Making better use of Bear’s “Archive” functionality.

July 29, 2019Filed under blog#getting things done#pomodoro#productivityMarkdown source

Assumed Audience: people already persuaded of the value—at least to some extent—of “getting things done” strategies and having an idea of what you accomplished over the course of the year.

A few months ago, I described my current workflow for tracking what I do every day, using Bear. I’m still doing that, but I’ve made one small tweak that makes for a much nicer experience, and I figured I’d write that up for anyone else who’s thinking about using Bear in a similar way.

The main pain point I’d had using Bear as a daily logging app is that I also use it for my general note-taking, and I increasingly found that my pomodoro logs ended up mostly being clutter in my overall list of notes. I also realized that I don’t look at, say, my daily logs past the end of a week, weekly logs past the end of the month, and so on. However, I do like keeping them around through at least the end of my performance review cycle in case I want to drill down into more details about a particular task or accomplishment. I wasn’t really sure how to enjoy both long-term access and shoretr-term eliminating of clutter.

Then I noticed that Bear has an Archive function:

Archiving in Bear
Archiving in Bear

Archiving removes your notes from your normal list view and makes them non-editable. However, they remain searchable in your library and wiki-style navigation links, like [[2019.07.21]], still work. This is exactly what I wanted.
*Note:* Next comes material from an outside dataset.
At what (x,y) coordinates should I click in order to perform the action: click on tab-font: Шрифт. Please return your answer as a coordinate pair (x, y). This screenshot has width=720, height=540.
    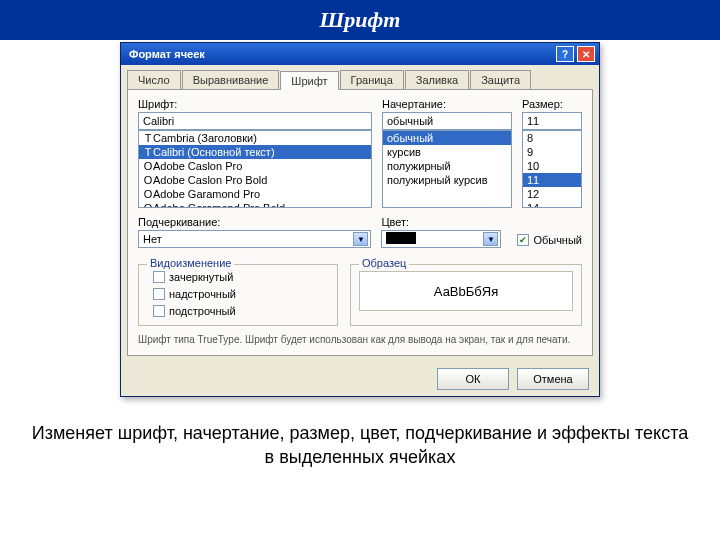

Once I discovered this, I made one very small tweak to my previous flow: whenever I do the work of summarizing a given time-span, I simply archive all the notes at the level below that. So, for example, after copying the daily summaries into a week and summarizing that week, I simply archive all the day entries. Any given set of logs only ever has a handful of notes in it—at most 12, in the case of my year-level log. This made the already-great experience of using Bear for this kind of logging that much better. Again: I commend it to you!